Created on December 7|Last edited on March 17


Old Experiments

New experiment

I made the following changes and ran the experiments again:
  • Filter non-associating molecules to zero
  • Always use vector/tensorial dipole moment representation in PaiNN


Run set
5


Below, I plot distributions of the mean absolute error only PaiNN and the GNN. These experiments suggest that PaiNN only has better predictions for dipole moment and the rest should use the GNN.

Run set
2


Below, I show the validation predictions of PaiNN model ordered from highest error to lowest error in association parameter ϵAB\epsilon_{AB}.

Run set
1


Pretraining Experiments

Dipole moment

Pretraining on QM9 and fine tuning on data from SEPP with allowing further adjustment to the whole network seems to work best.

Run set
7

Below, I compare several PaiNN models for predicting dipole moment.

Run set
5


Previously, I tried the DMPNN on QM9 dipole moments (see this run) and then freezing the everything up to the first feedforward layer to predict only the dipole moments. That worked terribly!

Run set
2


Pretraining on Combisolv

Used the 1M solvation energies dataset from this paper for pretraining then fine tuned on SEPP data. I thought solvation energy might have some relationship to PC-SAFT parameters (e.g., see this paper). Unfortunately, the experiment did not seem to help at all.

Run set
3


Experiments on Regressed Experimental Data


Run set
5


Hyperparameter grid search for PyG MPNN model

  • I did a simple grid search of the following hyperparameters (MR in Gitlab here):
    • Whether or not to use the GRU layer
    • Activation: ReLU or LeakyReLU
    • Number of convolutions (i.e., message passing steps): 1,2, 3, 4
    • Fingerprint dimension: [32, 64, 128]
  • Takeaways
    • Increasing the fingerprint dimension causes a slight improvement in validation loss
    • Increasing the number of convolutions has a negative impact?
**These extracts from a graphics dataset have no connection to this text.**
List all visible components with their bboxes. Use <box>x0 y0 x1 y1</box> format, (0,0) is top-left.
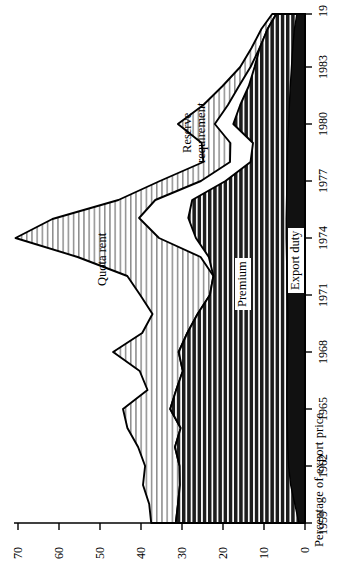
value-tick-40: 40 <box>134 547 149 559</box>
label-premium: Premium <box>235 258 251 310</box>
value-tick-70: 70 <box>11 547 26 559</box>
value-tick-50: 50 <box>93 547 108 559</box>
year-tick-1980: 1980 <box>316 112 331 136</box>
value-tick-60: 60 <box>52 547 67 559</box>
figure-canvas: Percentage of export price <box>0 0 353 567</box>
year-tick-1974: 1974 <box>316 226 331 250</box>
year-tick-1977: 1977 <box>316 169 331 193</box>
label-reserve-requirement: Reserve requirement <box>181 103 208 163</box>
year-tick-1983: 1983 <box>316 55 331 79</box>
rotated-chart-container: Percentage of export price <box>0 0 353 567</box>
value-tick-30: 30 <box>175 547 190 559</box>
label-export-duty: Export duty <box>288 228 304 293</box>
year-tick-1971: 1971 <box>316 283 331 307</box>
label-quota-rent: Quota rent <box>96 233 110 286</box>
year-tick-1959: 1959 <box>316 511 331 535</box>
year-tick-1968: 1968 <box>316 340 331 364</box>
label-reserve-requirement-line2: requirement <box>194 103 208 163</box>
label-reserve-requirement-line1: Reserve <box>180 113 194 153</box>
value-tick-20: 20 <box>216 547 231 559</box>
value-tick-10: 10 <box>257 547 272 559</box>
year-tick-1986: 19 <box>316 5 331 17</box>
year-tick-1965: 1965 <box>316 397 331 421</box>
year-tick-1962: 1962 <box>316 454 331 478</box>
value-tick-0: 0 <box>298 547 313 553</box>
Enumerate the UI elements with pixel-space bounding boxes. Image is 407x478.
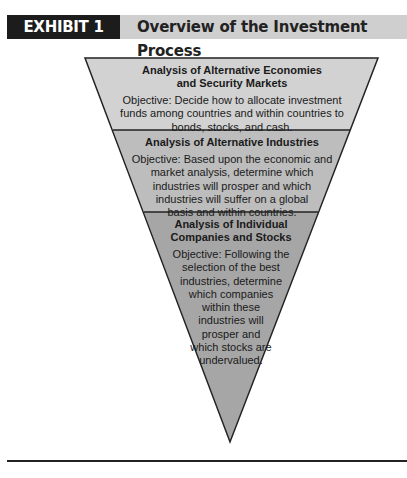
band-1-title: Analysis of Alternative Economies and Se… [95,64,369,90]
band-3-title-line: Analysis of Individual [150,218,312,231]
objective-line: which stocks are [150,341,312,354]
objective-line: market analysis, determine which [120,166,344,179]
objective-line: industries will [150,314,312,327]
band-1-title-line: Analysis of Alternative Economies [95,64,369,77]
band-3-title-line: Companies and Stocks [150,231,312,244]
objective-line: selection of the best [150,261,312,274]
band-2-objective: Objective: Based upon the economic and m… [120,153,344,219]
objective-line: industries will prosper and which [120,180,344,193]
objective-line: industries will suffer on a global [120,193,344,206]
band-1-title-line: and Security Markets [95,77,369,90]
objective-line: which companies [150,288,312,301]
band-3-title: Analysis of Individual Companies and Sto… [150,218,312,244]
objective-line: bonds, stocks, and cash. [95,121,369,134]
band-3-objective: Objective: Following the selection of th… [150,248,312,368]
band-2-text: Analysis of Alternative Industries Objec… [120,136,344,219]
objective-line: funds among countries and within countri… [95,107,369,120]
objective-line: within these [150,301,312,314]
band-2-title-line: Analysis of Alternative Industries [120,136,344,149]
band-2-title: Analysis of Alternative Industries [120,136,344,149]
objective-line: prosper and [150,328,312,341]
objective-line: Objective: Based upon the economic and [120,153,344,166]
bottom-rule [7,460,407,462]
objective-line: Objective: Following the [150,248,312,261]
objective-line: Objective: Decide how to allocate invest… [95,94,369,107]
objective-line: undervalued. [150,354,312,367]
band-1-objective: Objective: Decide how to allocate invest… [95,94,369,134]
objective-line: industries, determine [150,275,312,288]
band-3-text: Analysis of Individual Companies and Sto… [150,218,312,368]
band-1-text: Analysis of Alternative Economies and Se… [95,64,369,134]
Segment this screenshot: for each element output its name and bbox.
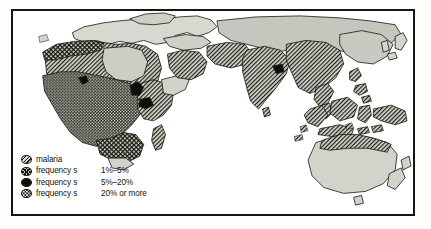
legend-value-frequency-20-plus: 20% or more bbox=[101, 188, 147, 199]
legend-label-frequency-1-5: frequency s bbox=[36, 165, 77, 176]
legend-value-frequency-1-5: 1%–5% bbox=[101, 165, 129, 176]
legend-label-malaria: malaria bbox=[36, 154, 62, 165]
map-legend: malaria frequency s 1%–5% frequency s 5%… bbox=[21, 154, 211, 200]
cross-hatch-swatch-icon bbox=[21, 167, 32, 176]
region-tasmania bbox=[354, 195, 364, 205]
solid-black-swatch-icon bbox=[21, 178, 32, 187]
legend-label-frequency-5-20: frequency s bbox=[36, 177, 77, 188]
figure-page: malaria frequency s 1%–5% frequency s 5%… bbox=[0, 0, 431, 229]
legend-label-frequency-20-plus: frequency s bbox=[36, 188, 77, 199]
legend-row-frequency-20-plus: frequency s 20% or more bbox=[21, 188, 211, 199]
legend-value-frequency-5-20: 5%–20% bbox=[101, 177, 133, 188]
diagonal-hatch-swatch-icon bbox=[21, 155, 32, 164]
map-frame: malaria frequency s 1%–5% frequency s 5%… bbox=[11, 9, 415, 216]
stipple-swatch-icon bbox=[21, 189, 32, 198]
legend-row-frequency-5-20: frequency s 5%–20% bbox=[21, 177, 211, 188]
legend-row-frequency-1-5: frequency s 1%–5% bbox=[21, 165, 211, 176]
legend-row-malaria: malaria bbox=[21, 154, 211, 165]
I'm not 100% sure about this but it kind of makes sense because it increases the number of parameters.
    • Increasing dropout acts as a form regularization and seems to reduce validation loss.
    • Using GRU has a slightly useful impact.
    • ReLU has a slight advantage of LeakyReLU but very slight.

Run set
241



Before running another search, I did some testing and found that I could run faster using num_workers =0

Run set
4

I ran a more extensive hyperaparameter sweep over 11 scientific hyperparaemters also optimizing the "nuisance" parameters as suggested by the Google tuning playbook.
Main conclusions:
  • Optimizer and scheduler are most significant
  • Filtering non-associating molecules inside loss function might give slightly improved performance
  • Dropout helps

Run set
305


It seems that Noam and Adam are the best optimizers and both need hyperparameter. tuning

Run set
152


PyG pretraining

  • From this group of runs: sweep_9xt0sw
  • This works okay, but not great!
  • The dropout rate seems to be most important.